What becomes a legend most?
Not caring. Not having any ever-loving fucks left to give. THAT is what becomes a legend most. For what does a legend care for the peons of the world - those people beneath her who would grovel at her feet for the chance of getting a glance from her ever-shrouded eyes, the "little people" who encompass most of us? ABSOLUTELY NOTHING.
Oh, she may have her reasons. She could be so insanely talented that everyday trivialities are nothing to her. She could be so unbelievably beautiful that she simply cannot bear to look at anything not as lovely as she. Or, she could have been hurt so deeply and so often over the course of her life that she has realized that there's nothing left in this world she could possibly give a damn about.
Except maybe this man. Because let's be honest, who wouldn't?
Josef von Sternberg's Morocco wasn't my introduction to Marlene Dietrich (that would be Alfred Hitchcock's Stage Fright), but it was my introduction to the work that defined her (with von Sternberg), and somehow I hadn't watched it until now. Well let me tell you, the lady is AMAZING. Amy Jolly is the baddest bitch on the seven continents and then some. Help her pack up her luggage after it collapses open on a boat? Whatever. Employ her to sing at your café in the titular country and give her advice on how to work the crowd? Alright, fine, if you must. But you best believe that when she does deign to pay attention to you, she will only do so with complete and utter disdain:
Silver Medal |
Basically, that same insouciance that makes Buster Keaton one of the silver screen's greatest comedians makes Marlene Dietrich one of its greatest Divas. She is the living personification of the old adage "Less is More," and it took me seeing Morocco to realize it.
Bronze Medal |
Watch as one by one she singlehandedly disarms every single man around her! Thrill to her shocking performance in... SHOCK... menswear! Gasp as she works the crowd by kissing a woman full on the mouth! IN 1930!!!
She kissed a girl. She liked it. |
But when she finally gets Gary Cooper alone, she reveals where that give-no-fucks, take-no-prisoners attitude comes from. She's been let down by a few too many men. Turns out, her strength comes from a place of deep sadness, a mask she puts on to get through the day. We finally see the real Amy(/Marlene) in this shot, just as Cooper's legionnaire tells her that he wishes he had met her ten years ago - before he joined the Foreign Legion:
BEST SHOT |
He's all but told her he loves her, and she looks like she's just been told she has forty-eight hours to live, like she's going back into hiding after sticking her nose out of her hole. Von Sternberg even has her dressed in black and boxed into the frame - here she is, in the same trap she's found herself in time and again, and the only way out is to cut it off now, before she gets in too deep. Again. What a beautiful character moment - one that makes you see her in a completely different (but still drop-dead sexy) light.
She was filmed beautifully by Sternberg and she was very daring for her time. Considering the gal like both sexes and was a predator in real life just adds to her mystique. I should see this film again because I kind of snickered at it especially when she walks onto the hot desert sun without her shoes to follow the Coop
ReplyDeleteSo true... von Sternberg really knew how to shoot her so perfectly. You can't take your eyes off her - so mysterious and interestingly, differently beautiful.
DeleteAll her films with von Sternberg, I've seen them all except The Devil is a Woman, are trippy borderline bizarre experiences but I think Morocco is probably the apex of their partnership.
ReplyDeleteShe is so assured within herself that the camera can't help but draw it attention to her. Cooper is dreamy in his lanky way and has a charisma that radiates as well but in a match up scene it's always she that you watch. It is within her not the character she plays which is why she was able to refine and adapt it through the years and was able to endure until she chose to walk away.
This is the only von Sternberg film I've seen, and I thought it was overall pretty great - a bit... odd in some ways. I don't know that I'd go so far as to call it bizarre, but there are moments when it almost gets there, and probably really did feel that way in its day. You are so right, my eyes were always drawn to her in a scene, no matter who she was playing against. It's interesting seeing this after her later work like Stage Fright and Witness for the Prosecution, when she had a better idea of and grasp on her persona and talents.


_Work request_
Transcribe exactly the line that contains "locate <b>man</b> on screen." and all lines following it to the end of the material below; omit everything else.

_Information_
▼
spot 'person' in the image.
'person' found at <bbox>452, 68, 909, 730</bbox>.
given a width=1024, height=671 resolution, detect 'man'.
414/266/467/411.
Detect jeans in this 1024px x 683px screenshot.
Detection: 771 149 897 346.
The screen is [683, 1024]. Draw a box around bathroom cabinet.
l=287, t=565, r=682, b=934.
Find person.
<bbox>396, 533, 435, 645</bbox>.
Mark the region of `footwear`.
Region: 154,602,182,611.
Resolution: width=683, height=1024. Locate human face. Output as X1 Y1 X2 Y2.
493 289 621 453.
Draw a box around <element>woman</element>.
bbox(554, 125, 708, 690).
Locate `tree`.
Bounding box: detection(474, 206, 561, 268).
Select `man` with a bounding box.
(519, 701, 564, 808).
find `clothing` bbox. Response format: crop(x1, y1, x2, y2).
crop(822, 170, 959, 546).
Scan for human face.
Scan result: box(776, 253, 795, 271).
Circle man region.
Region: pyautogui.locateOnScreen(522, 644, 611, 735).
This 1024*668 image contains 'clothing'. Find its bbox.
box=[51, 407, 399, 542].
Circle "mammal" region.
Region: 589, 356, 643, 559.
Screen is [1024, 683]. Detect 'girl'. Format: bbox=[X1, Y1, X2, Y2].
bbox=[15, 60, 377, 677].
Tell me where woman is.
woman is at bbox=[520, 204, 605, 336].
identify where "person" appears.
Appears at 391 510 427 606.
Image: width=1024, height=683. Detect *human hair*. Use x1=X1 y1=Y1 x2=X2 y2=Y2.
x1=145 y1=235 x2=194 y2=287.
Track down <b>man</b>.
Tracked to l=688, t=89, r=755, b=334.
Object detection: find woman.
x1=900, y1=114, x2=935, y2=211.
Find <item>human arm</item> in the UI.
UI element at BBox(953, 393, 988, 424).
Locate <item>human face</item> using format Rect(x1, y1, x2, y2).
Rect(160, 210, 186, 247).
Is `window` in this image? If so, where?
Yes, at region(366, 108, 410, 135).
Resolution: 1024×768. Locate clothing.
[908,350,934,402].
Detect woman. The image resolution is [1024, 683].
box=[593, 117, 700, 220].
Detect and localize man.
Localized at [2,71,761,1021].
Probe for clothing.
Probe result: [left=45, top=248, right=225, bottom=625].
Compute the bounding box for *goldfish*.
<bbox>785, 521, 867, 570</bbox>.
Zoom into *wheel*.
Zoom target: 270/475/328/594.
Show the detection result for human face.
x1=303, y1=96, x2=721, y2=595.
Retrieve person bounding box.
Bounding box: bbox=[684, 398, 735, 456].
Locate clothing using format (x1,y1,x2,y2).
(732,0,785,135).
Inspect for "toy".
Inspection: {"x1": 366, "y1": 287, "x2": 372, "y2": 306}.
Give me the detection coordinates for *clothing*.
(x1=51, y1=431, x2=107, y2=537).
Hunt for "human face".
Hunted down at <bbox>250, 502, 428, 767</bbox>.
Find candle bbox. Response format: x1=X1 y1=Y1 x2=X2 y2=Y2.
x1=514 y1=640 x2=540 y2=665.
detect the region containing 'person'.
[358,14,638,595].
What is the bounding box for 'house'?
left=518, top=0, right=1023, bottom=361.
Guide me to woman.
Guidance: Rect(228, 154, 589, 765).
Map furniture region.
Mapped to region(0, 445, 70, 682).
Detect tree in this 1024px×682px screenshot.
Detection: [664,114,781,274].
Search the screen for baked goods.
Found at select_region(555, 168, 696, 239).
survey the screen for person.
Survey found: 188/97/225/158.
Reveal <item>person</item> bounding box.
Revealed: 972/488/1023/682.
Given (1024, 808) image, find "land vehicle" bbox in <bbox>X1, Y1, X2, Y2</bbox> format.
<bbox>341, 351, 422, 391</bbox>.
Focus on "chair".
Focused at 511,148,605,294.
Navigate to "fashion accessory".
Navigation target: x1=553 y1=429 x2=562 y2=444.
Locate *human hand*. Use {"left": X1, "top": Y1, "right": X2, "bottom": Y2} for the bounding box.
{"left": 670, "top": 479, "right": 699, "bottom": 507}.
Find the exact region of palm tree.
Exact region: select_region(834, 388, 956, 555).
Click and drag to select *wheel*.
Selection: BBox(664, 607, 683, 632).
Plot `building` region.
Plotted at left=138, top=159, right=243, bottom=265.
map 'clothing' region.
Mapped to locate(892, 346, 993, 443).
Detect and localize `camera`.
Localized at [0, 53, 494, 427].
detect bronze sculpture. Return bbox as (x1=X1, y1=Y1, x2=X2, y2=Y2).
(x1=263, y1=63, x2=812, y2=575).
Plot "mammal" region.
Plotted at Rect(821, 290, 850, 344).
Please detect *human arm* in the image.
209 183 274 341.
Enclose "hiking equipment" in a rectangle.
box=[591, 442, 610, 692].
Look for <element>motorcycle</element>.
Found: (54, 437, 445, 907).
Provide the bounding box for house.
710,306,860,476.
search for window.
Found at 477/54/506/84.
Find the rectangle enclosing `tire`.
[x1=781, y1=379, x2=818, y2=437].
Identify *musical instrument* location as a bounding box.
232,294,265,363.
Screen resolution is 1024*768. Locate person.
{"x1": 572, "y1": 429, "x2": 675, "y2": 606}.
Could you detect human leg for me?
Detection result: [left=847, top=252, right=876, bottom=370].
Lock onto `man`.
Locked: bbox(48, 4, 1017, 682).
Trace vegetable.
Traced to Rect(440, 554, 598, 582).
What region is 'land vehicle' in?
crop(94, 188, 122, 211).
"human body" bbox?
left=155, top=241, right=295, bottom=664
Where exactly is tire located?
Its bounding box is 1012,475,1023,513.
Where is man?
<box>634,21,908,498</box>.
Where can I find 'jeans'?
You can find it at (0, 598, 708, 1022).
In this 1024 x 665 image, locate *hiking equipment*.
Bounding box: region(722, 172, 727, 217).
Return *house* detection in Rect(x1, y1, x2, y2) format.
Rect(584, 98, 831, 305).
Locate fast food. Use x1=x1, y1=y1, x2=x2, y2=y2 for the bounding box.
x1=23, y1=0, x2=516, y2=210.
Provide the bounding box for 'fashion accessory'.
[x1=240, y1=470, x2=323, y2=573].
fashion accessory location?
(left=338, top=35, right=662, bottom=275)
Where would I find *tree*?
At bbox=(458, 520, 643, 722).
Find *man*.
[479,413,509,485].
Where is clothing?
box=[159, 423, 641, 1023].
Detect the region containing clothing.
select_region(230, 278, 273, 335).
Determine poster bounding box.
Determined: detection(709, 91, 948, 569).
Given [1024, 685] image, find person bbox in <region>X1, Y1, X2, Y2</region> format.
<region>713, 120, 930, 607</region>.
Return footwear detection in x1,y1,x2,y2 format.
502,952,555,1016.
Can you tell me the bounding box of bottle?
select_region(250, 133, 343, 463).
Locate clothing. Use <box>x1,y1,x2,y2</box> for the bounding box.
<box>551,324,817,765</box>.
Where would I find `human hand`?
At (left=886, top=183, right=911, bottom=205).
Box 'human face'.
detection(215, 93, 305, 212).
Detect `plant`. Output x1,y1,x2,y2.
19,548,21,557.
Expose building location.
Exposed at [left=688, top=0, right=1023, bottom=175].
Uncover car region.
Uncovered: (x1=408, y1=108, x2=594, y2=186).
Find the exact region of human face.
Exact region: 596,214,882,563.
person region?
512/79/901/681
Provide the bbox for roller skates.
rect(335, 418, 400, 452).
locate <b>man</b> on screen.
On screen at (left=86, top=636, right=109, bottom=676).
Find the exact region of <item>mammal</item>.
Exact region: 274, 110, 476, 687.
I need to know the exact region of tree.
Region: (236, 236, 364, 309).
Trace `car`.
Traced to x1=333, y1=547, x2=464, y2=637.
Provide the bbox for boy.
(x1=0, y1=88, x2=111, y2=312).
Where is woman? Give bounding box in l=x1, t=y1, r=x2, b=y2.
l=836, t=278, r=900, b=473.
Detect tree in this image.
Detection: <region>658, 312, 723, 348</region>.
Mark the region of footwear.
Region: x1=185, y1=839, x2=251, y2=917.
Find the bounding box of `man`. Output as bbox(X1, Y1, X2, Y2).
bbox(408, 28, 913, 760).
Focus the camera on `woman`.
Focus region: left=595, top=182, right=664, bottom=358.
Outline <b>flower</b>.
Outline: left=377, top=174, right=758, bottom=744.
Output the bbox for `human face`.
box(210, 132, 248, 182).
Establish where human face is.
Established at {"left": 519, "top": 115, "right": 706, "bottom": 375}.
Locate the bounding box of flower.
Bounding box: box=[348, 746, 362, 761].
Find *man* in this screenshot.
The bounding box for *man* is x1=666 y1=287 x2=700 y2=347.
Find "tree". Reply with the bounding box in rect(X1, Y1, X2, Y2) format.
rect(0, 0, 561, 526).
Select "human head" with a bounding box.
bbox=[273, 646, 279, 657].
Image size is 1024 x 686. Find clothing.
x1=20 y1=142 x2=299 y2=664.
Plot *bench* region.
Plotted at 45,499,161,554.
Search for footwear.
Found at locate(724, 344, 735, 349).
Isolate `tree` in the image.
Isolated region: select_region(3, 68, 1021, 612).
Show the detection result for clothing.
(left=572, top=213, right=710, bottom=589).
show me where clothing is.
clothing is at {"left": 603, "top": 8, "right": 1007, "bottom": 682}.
▲
_Completed exercise_
locate <b>man</b> on screen.
On screen at (left=86, top=636, right=109, bottom=676).
Find the exact region of <item>mammal</item>.
Exact region: 274, 110, 476, 687.
I need to know the exact region of tree.
Region: (236, 236, 364, 309).
Trace `car`.
Traced to x1=333, y1=547, x2=464, y2=637.
Provide the bbox for boy.
(x1=0, y1=88, x2=111, y2=312).
Where is woman? Give bounding box in l=x1, t=y1, r=x2, b=y2.
l=836, t=278, r=900, b=473.
Detect tree in this image.
Detection: <region>658, 312, 723, 348</region>.
Mark the region of footwear.
Region: x1=185, y1=839, x2=251, y2=917.
Find the bounding box of `man`. Output as bbox(X1, Y1, X2, Y2).
bbox(408, 28, 913, 760).
Focus the camera on `woman`.
Focus region: left=595, top=182, right=664, bottom=358.
Outline <b>flower</b>.
Outline: left=377, top=174, right=758, bottom=744.
Output the bbox for `human face`.
box(210, 132, 248, 182).
Establish where human face is.
Established at {"left": 519, "top": 115, "right": 706, "bottom": 375}.
Locate the bounding box of flower.
Bounding box: box=[348, 746, 362, 761].
Find *man* in this screenshot.
The bounding box for *man* is x1=666 y1=287 x2=700 y2=347.
Find "tree". Reply with the bounding box in rect(X1, Y1, X2, Y2) format.
rect(0, 0, 561, 526).
Select "human head" with a bounding box.
bbox=[273, 646, 279, 657].
Image size is 1024 x 686. Find clothing.
x1=20 y1=142 x2=299 y2=664.
Plot *bench* region.
Plotted at 45,499,161,554.
Search for footwear.
Found at locate(724, 344, 735, 349).
Isolate `tree` in the image.
Isolated region: select_region(3, 68, 1021, 612).
Show the detection result for clothing.
(left=572, top=213, right=710, bottom=589).
show me where clothing is.
clothing is at {"left": 603, "top": 8, "right": 1007, "bottom": 682}.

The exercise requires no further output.